Carlos Canal

Archivo Sombra

Carlos Canal uses photography as an interface that connects the inner self with the external world, questioning reality and highlighting how its fundamental principles resemble those of life itself. In our culture, photography is intimately linked to memories, recollection, and forgetting. Memories are movements of the heart, relived through internal emotions, while recollection acts as a colder reaction, detached from emotion and rooted in the unconscious.

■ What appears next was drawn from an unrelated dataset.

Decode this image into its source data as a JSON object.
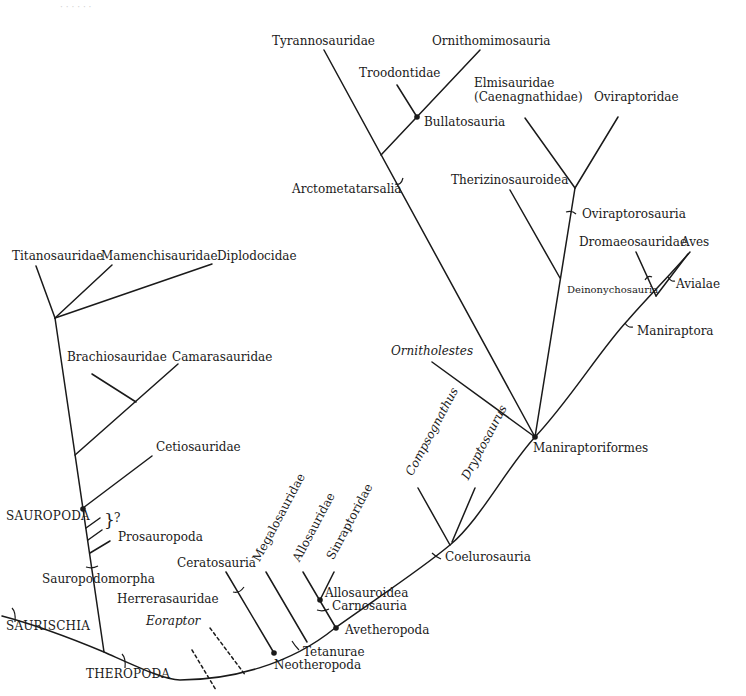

For a photographer, the archive is more than just a collection of documents; it is a record of traces, encounters, and fragments of life that endure in the image, resisting oblivion. The archive, inherently tied to destruction and death, represents a chronology of lives already lived—a space of both origin and end, filled with secrets and shadows. Archivo Sombra emerges from this hidden place, where captured moments are preserved to defy forgetfulness. It is an act of resistance, bringing to light what has remained dormant over time. In this way, photography becomes a dialogue between light and shadow, reality and fiction, memory and oblivion, life and death.

For the curator of Archivo Sombra, Rafael Doctor, the exhibition presents a unique altarpiece by Carlos Canal, revealing vital fragments once dormant in negatives, now resurfacing as shadows of the past.

Blanca Berlin

Carlos Canal (Grajal de Campos)

Carlos Canal is a doctor, photographer, and educator. His work explores the relationship between photography, identity, and memory.

Since 1984, he has developed a multidisciplinary practice that integrates imagery as both a means of expression and therapy, highlighting his pioneering project Recuperar la luz, which was among the first to use photography with leukemia patients.

He has served as a curator and director of the Fotomanías festival and has taught at institutions such as Complutense, Autónoma, and Europea universities in Madrid, as well as Goldsmiths University of London.

Since 2014, he has deepened his research on the therapeutic uses of photography.

His recent work, Archivo Sombra, brings together more than a hundred images exploring the duality between memory and oblivion, light and shadow, reflecting his interest in emotional connections and introspection. The exhibition has been showcased in cultural venues such as El Palacín in León and Sala Rivadavia in Cádiz, further establishing his artistic and pedagogical career.